GL.glTexCoord2f(newTextureOffsetX, newTextureOffsetY);
GL.glVertex3f(x,y, 0.0f);
GL.glTexCoord2f(newTextureOffsetX, newTextureOffsetY + newTextureHeight);
GL.glVertex3f(x,(y + myheight), 0.0f);
GL.glTexCoord2f(newTextureOffsetX + newTextureWidth, newTextureOffsetY + newTextureHeight);
GL.glVertex3f((x + mywidth),(y + myheight), 0.0f);
GL.glTexCoord2f(newTextureOffsetX + newTextureWidth, newTextureOffsetY);
GL.glVertex3f((x + mywidth),y, 0.0f);

and then just finally

GL.glEnd();

So I guess its a little bit faster here because it’s not a single new quad and binding every time - but still slow

However, if you wanna do something without writing OpenGL code, which in itself is not that good an idea, to do directly, while using Slick,
try using SpriteSheet for your TileMap
benchmark before and after to see effectiveness

wrong button, dbl post, delete please D=

Depends which renderer you’re using. If you switch to the VertexArrayRenderer it packs them all into a vertex array and spits that. There isn’t a VBO renderer at the moment but doesn’t sound like masses of work.

The benefit being of course that at the renderer level it optimizes for the vertex array across everything you draw not just your tiled map.

Cheers,

Kev

The point is that the data is static. The only thing that varies is which tiles to draw.

And nice triple post, Cero! xD

Wow, thanks for the helpful responses guys.

I found this example of using OpenGL code with Slick. Is that a good idea, or is there a better way?

How many tiles are you rendering, I’m surprised you’re hitting a bottle neck.

Cheers,

Kev

Several hundred, take a look. I do want to implement a lighting system similar to Terraria’s, where only the outer-most tiles are rendered, with fading alpha values as you go deeper underground because there really is no point rendering all those tiles unless the player digs that far down. That will certainly ease the bottleneck of all the tiles needing to be rendered.

Use data representation that can get any field equally fast, independant of size. An array, and the ArrayList does this, for instance. A LinkedList will not be a good choice, because it will take longer to get an object from it, the bigger it gets.

Say you have room for 8 tiles on the screen. On each repaint, you just get those 8 tiles, from your data structure and paint them. You will use the same amount of CPU on getting those 8 tiles, no matter how big your map it, because you’re using arrays.
Now, the only thing that will scale when your map grows bigger, is the time used to initialize it and that won’t even slow you down too much, if you’re initializing your array with the amount of indexes needed.

EDIT: Didn’t read thread carefully.

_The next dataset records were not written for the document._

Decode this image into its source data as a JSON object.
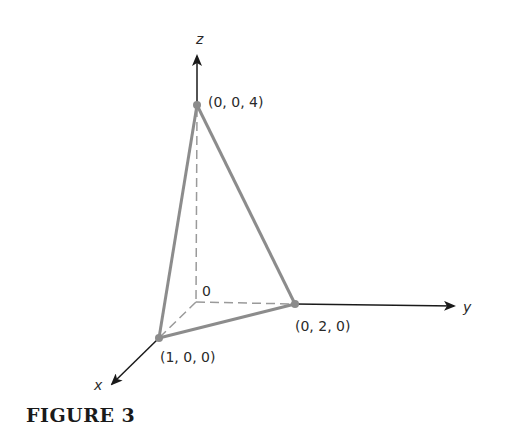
{
  "figure": {
    "caption": "FIGURE 3",
    "axes": {
      "x_label": "x",
      "y_label": "y",
      "z_label": "z",
      "origin_label": "0"
    },
    "points": [
      {
        "label": "(0, 0, 4)",
        "coords": [
          0,
          0,
          4
        ]
      },
      {
        "label": "(0, 2, 0)",
        "coords": [
          0,
          2,
          0
        ]
      },
      {
        "label": "(1, 0, 0)",
        "coords": [
          1,
          0,
          0
        ]
      }
    ],
    "colors": {
      "axis": "#1a1a1a",
      "edge": "#8c8c8c",
      "hidden_edge": "#9a9a9a"
    }
  }
}
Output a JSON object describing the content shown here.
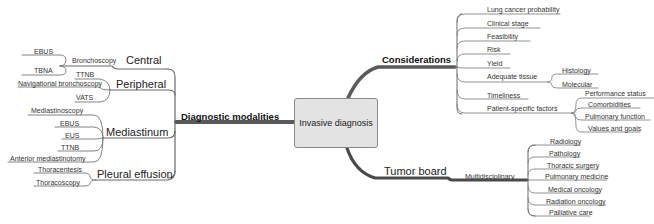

My bad. I will leave this here, since it is relevant if people are searching for it.

especially using lighting with direct OpenGL commands in Slick is a horror - so just a heads up, if you experience wierd color effects and stuff, its all because of Slick internal stuff

As usual everyone ignores my perfect OpenGL 3 solution. It even eliminates bleeding between tiles when using mipmaps… ._.

Anyway, using quad-strips for tiles is pretty much impossible, because the edges between tiles don’t share information. The edges may have the exact same position, but they don’t have coherent texture coordinates. You have to draw them one at a time. It’s a similar problem to batching the sides of a 3D cube together and getting correct normals. The corners of the cube needs to have 3 different normals, and there is no (realistic) way of attaining this when the corner vertices are shared. You have the same problem for your tile grid. The tile corner vertices needs to have 4 texture coordinates, one for each tile they are part of, which again is not possible. You just have to use GL_QUADS, or my epic OpenGL 3.0 idea. It would even be possible to implement a lighting system very easily by reading the tile texture to determine if a tile lets light through or not, which would allow you to have several hundred lights on entry level OpenGL 3 hardware. I have working code right here for such a lighting system.